“It all goes back to childhood. I loved art. I really wanted to paint, but I was told I had no talent. I couldn’t do realistic stuff,” says Paula Joyce matter-of-factly.

But anyone that knows Joyce today might disagree. Her artwork – hand-painted silks – is starting to gain recognition, popping up in places such as the Fort Worth Museum of Modern Art and drawing the attention of famous clothing designers such as Nicole Miller, who’s a fan of her work.

Joyce’s home in North Dallas is covered, wall-to-wall, with her brightly hued silk designs showcasing her Pollock-meets-Marley style of scattered brush strokes and fluid tie-dyed-like pigment variations.

Some of the pieces are framed; some of them incorporated into sculpture and some – scarves or shawls – serve a dual function as home décor and wardrobe pieces.

It’s hard to believe Joyce only started painting six years ago. She admits letting life get the best of her, pushing aside her artistic dreams to become a wife, mother and educator.

“I always felt a tug that I would get back to it,” she says.

And she did.

After her last job ended, Joyce began playing around with paints, and her daughter convinced her to do a show. From there, she began entering more shows and working with several merchants as well as the Museum of Modern Art’s gift shop to display and sell her work.

She also started leading seminars and workshops as a life coach to help people unleash their creativity.

“I came upon this as a teacher when I wore one of my pieces. I had someone say ‘I could never do that.’ But they really can. I believe if I can do it, anybody can. We are all born creative; it just gets blocked as we grow through the process of socialization. It may be unintentional – it’s just growing up. But as an adult we can open up to that creative process,” Joyce says. “It’s all tied together.”

Although most of her work is abstract, Joyce says stories and images often emerge once she has finished the painting. For example, she did a banner in black and white that she says illustrated the life of her grandfather.

“These stories and figures, they just seem to come from the subconscious,” she says as she points out different features in the paintings that she noticed were symbolic only after she had completed them.

Joyce’s next step is to begin work on a series of Jewish prayer shawls. She also is hunting for a gallery that will represent her.

But as far as she’s concerned, it’s not about the money she makes from her work. It’s about the joy she gets from doing the work itself. “I just love it. I get lost in it. I lose track of time, [of] myself, and I just wander in the beauty of creativity. I’m surprised when I’ve finished something and I look at what I’ve done,” she says. “And sometimes I can’t believe that I did that.”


## WORK REQUEST
The entries are to be duplicated exactly, though any picture in them must be omitted.

- Opening Delimiter -

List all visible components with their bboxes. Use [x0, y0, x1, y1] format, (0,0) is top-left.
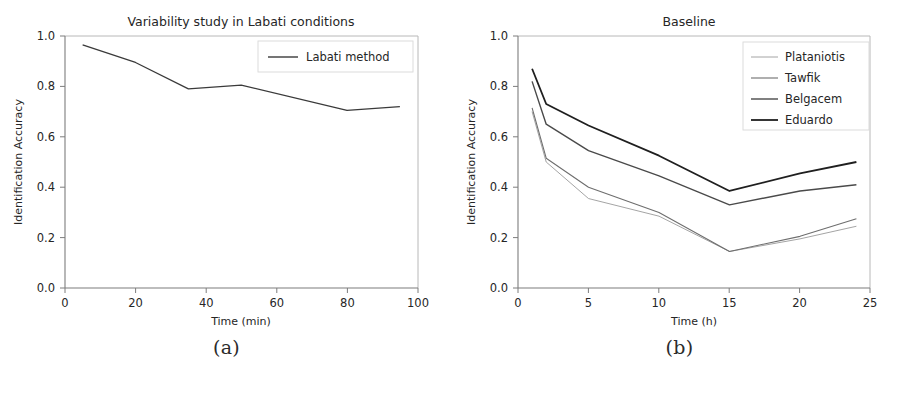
chart-b-ylabel: Identification Accuracy: [465, 99, 478, 225]
chart-b-ytick-3: 0.6: [490, 130, 508, 144]
chart-a-xtick-0: 0: [61, 296, 68, 310]
chart-a-legend: Labati method: [258, 41, 413, 72]
figure-page: Variability study in Labati conditions 0…: [0, 0, 906, 393]
chart-b-legend-label-3: Eduardo: [785, 113, 833, 127]
chart-a-ytick-4: 0.8: [37, 79, 55, 93]
chart-b-ytick-4: 0.8: [490, 79, 508, 93]
chart-b-legend-label-0: Plataniotis: [785, 50, 845, 64]
chart-a-xtick-3: 60: [269, 296, 284, 310]
chart-b-xtick-5: 25: [863, 296, 878, 310]
chart-a-axes: [65, 36, 418, 288]
chart-b-legend: Plataniotis Tawfik Belgacem Eduardo: [743, 42, 869, 130]
chart-a-xtick-5: 100: [407, 296, 429, 310]
chart-b-ytick-0: 0.0: [490, 281, 508, 295]
chart-a-x-ticks: 0 20 40 60 80 100: [61, 288, 429, 310]
chart-a-xlabel: Time (min): [210, 315, 271, 328]
chart-b-xtick-3: 15: [722, 296, 737, 310]
chart-b-xtick-2: 10: [651, 296, 666, 310]
figure-b-caption: (b): [453, 336, 906, 358]
chart-b-title: Baseline: [663, 14, 716, 29]
chart-b-legend-label-2: Belgacem: [785, 92, 842, 106]
chart-a-ylabel: Identification Accuracy: [12, 99, 25, 225]
chart-a-xtick-4: 80: [340, 296, 355, 310]
chart-a-y-ticks: 0.0 0.2 0.4 0.6 0.8 1.0: [37, 29, 65, 295]
chart-a-ytick-5: 1.0: [37, 29, 55, 43]
chart-b-ytick-2: 0.4: [490, 180, 508, 194]
chart-a-xtick-1: 20: [128, 296, 143, 310]
chart-a-xtick-2: 40: [199, 296, 214, 310]
chart-b: Baseline 0 5 10 15 20 25: [453, 0, 906, 330]
chart-a-ytick-1: 0.2: [37, 231, 55, 245]
chart-b-y-ticks: 0.0 0.2 0.4 0.6 0.8 1.0: [490, 29, 518, 295]
chart-a-title: Variability study in Labati conditions: [127, 14, 354, 29]
chart-b-x-ticks: 0 5 10 15 20 25: [514, 288, 877, 310]
chart-a-legend-label-0: Labati method: [306, 50, 390, 64]
chart-b-xtick-0: 0: [514, 296, 521, 310]
chart-b-xtick-1: 5: [585, 296, 592, 310]
chart-a: Variability study in Labati conditions 0…: [0, 0, 453, 330]
figure-b: Baseline 0 5 10 15 20 25: [453, 0, 906, 393]
chart-b-ytick-1: 0.2: [490, 231, 508, 245]
figure-a-caption: (a): [0, 336, 453, 358]
chart-b-ytick-5: 1.0: [490, 29, 508, 43]
figure-a: Variability study in Labati conditions 0…: [0, 0, 453, 393]
chart-b-xtick-4: 20: [792, 296, 807, 310]
chart-b-xlabel: Time (h): [670, 315, 717, 328]
chart-a-ytick-2: 0.4: [37, 180, 55, 194]
chart-a-ytick-0: 0.0: [37, 281, 55, 295]
chart-a-ytick-3: 0.6: [37, 130, 55, 144]
chart-b-legend-label-1: Tawfik: [784, 71, 821, 85]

- Closing Delimiter -

## WRITTEN ANSWER
List all visible components with their bboxes. Use [x0, y0, x1, y1] format, (0,0) is top-left.
chart-b-ylabel: Identification Accuracy: [465, 99, 478, 225]
chart-b-ytick-3: 0.6: [490, 130, 508, 144]
chart-a-xtick-0: 0: [61, 296, 68, 310]
chart-a-legend: Labati method: [258, 41, 413, 72]
figure-page: Variability study in Labati conditions 0…: [0, 0, 906, 393]
chart-b-legend-label-3: Eduardo: [785, 113, 833, 127]
chart-a-ytick-4: 0.8: [37, 79, 55, 93]
chart-b-ytick-4: 0.8: [490, 79, 508, 93]
chart-b-legend-label-0: Plataniotis: [785, 50, 845, 64]
chart-a-xtick-3: 60: [269, 296, 284, 310]
chart-b-xtick-5: 25: [863, 296, 878, 310]
chart-a-axes: [65, 36, 418, 288]
chart-b-legend: Plataniotis Tawfik Belgacem Eduardo: [743, 42, 869, 130]
chart-a-xtick-5: 100: [407, 296, 429, 310]
chart-b-ytick-0: 0.0: [490, 281, 508, 295]
chart-a-x-ticks: 0 20 40 60 80 100: [61, 288, 429, 310]
chart-a-xlabel: Time (min): [210, 315, 271, 328]
chart-b-xtick-3: 15: [722, 296, 737, 310]
chart-b-xtick-2: 10: [651, 296, 666, 310]
figure-b-caption: (b): [453, 336, 906, 358]
chart-b-title: Baseline: [663, 14, 716, 29]
chart-b-legend-label-2: Belgacem: [785, 92, 842, 106]
chart-a-ylabel: Identification Accuracy: [12, 99, 25, 225]
chart-a-xtick-4: 80: [340, 296, 355, 310]
chart-a-y-ticks: 0.0 0.2 0.4 0.6 0.8 1.0: [37, 29, 65, 295]
chart-a-ytick-5: 1.0: [37, 29, 55, 43]
chart-b-ytick-2: 0.4: [490, 180, 508, 194]
chart-a-xtick-1: 20: [128, 296, 143, 310]
chart-a-xtick-2: 40: [199, 296, 214, 310]
chart-b: Baseline 0 5 10 15 20 25: [453, 0, 906, 330]
chart-a-ytick-1: 0.2: [37, 231, 55, 245]
chart-b-y-ticks: 0.0 0.2 0.4 0.6 0.8 1.0: [490, 29, 518, 295]
chart-a-title: Variability study in Labati conditions: [127, 14, 354, 29]
chart-b-x-ticks: 0 5 10 15 20 25: [514, 288, 877, 310]
chart-a-legend-label-0: Labati method: [306, 50, 390, 64]
chart-b-xtick-0: 0: [514, 296, 521, 310]
chart-b-xtick-1: 5: [585, 296, 592, 310]
chart-a: Variability study in Labati conditions 0…: [0, 0, 453, 330]
figure-b: Baseline 0 5 10 15 20 25: [453, 0, 906, 393]
chart-b-ytick-1: 0.2: [490, 231, 508, 245]
figure-a-caption: (a): [0, 336, 453, 358]
chart-b-ytick-5: 1.0: [490, 29, 508, 43]
figure-a: Variability study in Labati conditions 0…: [0, 0, 453, 393]
chart-b-xtick-4: 20: [792, 296, 807, 310]
chart-b-xlabel: Time (h): [670, 315, 717, 328]
chart-a-ytick-2: 0.4: [37, 180, 55, 194]
chart-a-ytick-0: 0.0: [37, 281, 55, 295]
chart-a-ytick-3: 0.6: [37, 130, 55, 144]
chart-b-legend-label-1: Tawfik: [784, 71, 821, 85]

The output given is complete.